Samuel Barber

From Wind Repertory Project
Samuel Barber

Biography

Samuel Barber (9 March 1910, West Chester, Pennsylvania – 23 January 1981, New York, New York) was an American composer of orchestral, opera, choral, and piano music. Barber was born into a comfortable, educated, social, and distinguished Irish-American family.

His father was a doctor, and his mother was a pianist. His aunt, Louise Homer, was a leading contralto at the Metropolitan Opera and his uncle, Sidney Homer, was a composer of American art songs. Louise Homer is noted to have influenced Barber's interest in voice. Through his aunt, Barber had access to many great singers and songs. This background is further reflected in that Barber decided to study voice at the Curtis Conservatory.

Barber began composing seriously in his late teenage years. Around the same time, he met fellow Curtis schoolmate Gian Carlo Menotti, and the two would form a lifelong personal and professional relationship. At the Curtis Institute, Barber was a triple prodigy of composition, voice, and piano. He soon became a favorite of the conservatory's founder, Mary Louise Bok. It was through Bok that Barber would be introduced to his one and only publisher, the Schirmer family. At the age of 18, Barber won a prize from Columbia University for his Violin Sonata (now lost or destroyed by the composer).
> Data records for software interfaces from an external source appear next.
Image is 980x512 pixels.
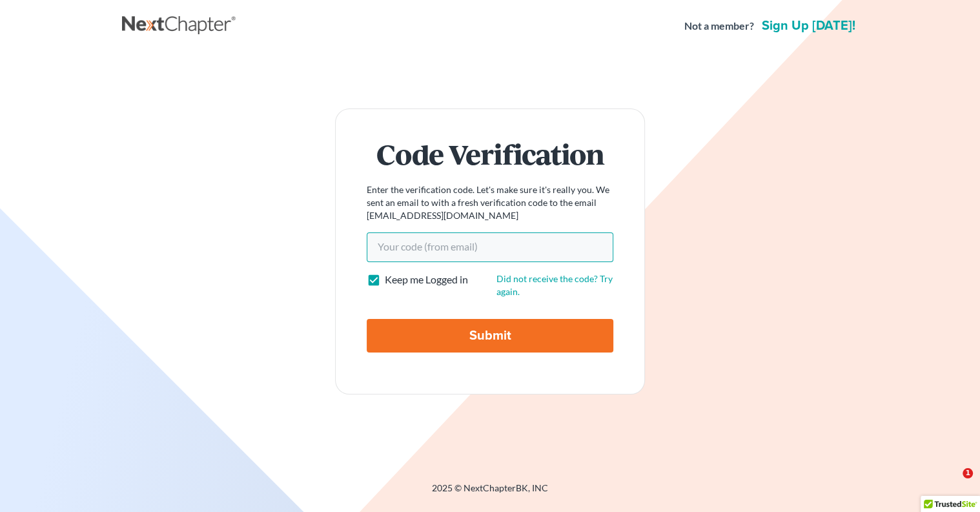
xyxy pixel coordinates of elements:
p: Enter the verification code. Let's make sure it's really you. We sent an email to with a fresh ve... [367,183,613,222]
input: Submit [367,319,613,352]
div: 2025 © NextChapterBK, INC [122,481,858,504]
a: Did not receive the code? Try again. [496,273,613,297]
strong: Not a member? [685,19,754,33]
span: 1 [962,468,973,478]
iframe: Intercom live chat [936,468,967,499]
a: Sign up [DATE]! [759,20,858,32]
input: Your code (from email) [367,232,613,262]
h1: Code Verification [367,140,613,168]
label: Keep me Logged in [385,272,468,287]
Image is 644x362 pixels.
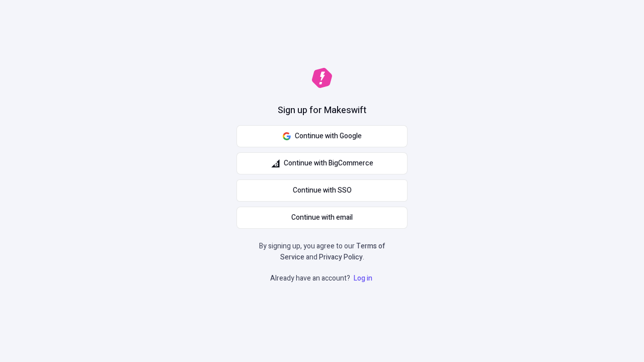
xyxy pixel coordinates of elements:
a: Continue with SSO [236,180,408,202]
span: Continue with Google [295,131,362,142]
p: By signing up, you agree to our and . [256,241,388,263]
span: Continue with BigCommerce [284,158,373,169]
button: Continue with email [236,207,408,229]
a: Terms of Service [280,241,386,262]
button: Continue with Google [236,125,408,147]
button: Continue with BigCommerce [236,153,408,175]
span: Continue with email [292,212,353,223]
a: Log in [351,273,374,284]
p: Already have an account? [271,273,374,284]
a: Privacy Policy [319,253,363,262]
h1: Sign up for Makeswift [278,104,366,117]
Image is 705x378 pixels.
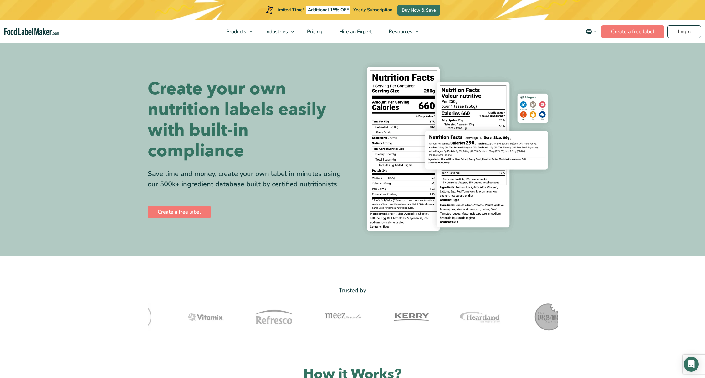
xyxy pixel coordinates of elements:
span: Products [224,28,247,35]
a: Hire an Expert [331,20,379,43]
a: Resources [381,20,422,43]
span: Limited Time! [275,7,304,13]
a: Create a free label [148,206,211,218]
a: Login [668,25,701,38]
a: Products [218,20,256,43]
span: Resources [387,28,413,35]
p: Trusted by [148,286,558,295]
span: Industries [264,28,289,35]
span: Pricing [305,28,323,35]
span: Yearly Subscription [353,7,393,13]
h1: Create your own nutrition labels easily with built-in compliance [148,79,348,161]
span: Additional 15% OFF [306,6,351,14]
a: Industries [257,20,297,43]
span: Hire an Expert [337,28,373,35]
a: Pricing [299,20,330,43]
div: Open Intercom Messenger [684,357,699,372]
div: Save time and money, create your own label in minutes using our 500k+ ingredient database built b... [148,169,348,189]
a: Create a free label [601,25,665,38]
a: Buy Now & Save [398,5,440,16]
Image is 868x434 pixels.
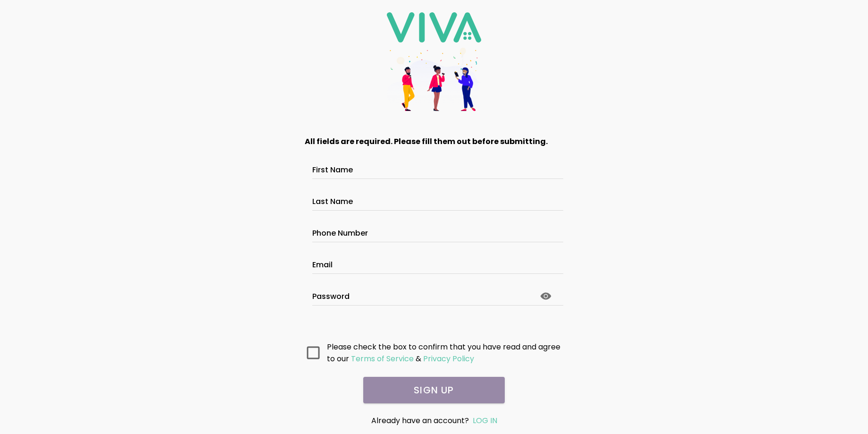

At Curtis, Barber met Gian Carlo Menotti with whom he would form a lifelong personal and professional relationship. Menotti supplied libretti for Barber's operas Vanessa (for which Barber won the Pulitzer) and A Hand of Bridge. Barber's music was championed by a remarkable range of renowned artists, musicians, and conductors including Vladimir Horowitz, John Browning, Martha Graham, Arturo Toscanini, Dmitri Mitropoulos, Jennie Tourel, and Eleanor Steber. His Antony and Cleopatra was commissioned to open the new Metropolitan Opera House at Lincoln Center in 1966.

Barber was the recipient of numerous awards and prizes including the American Prix de Rome, two Pulitzers, and election to the American Academy of Arts and Letters. His intensely lyrical Adagio for Strings has become one of the most recognizable and beloved compositions, both in concerts and films ("Platoon," "The Elephant Man," "El Norte," "Lorenzo's Oil").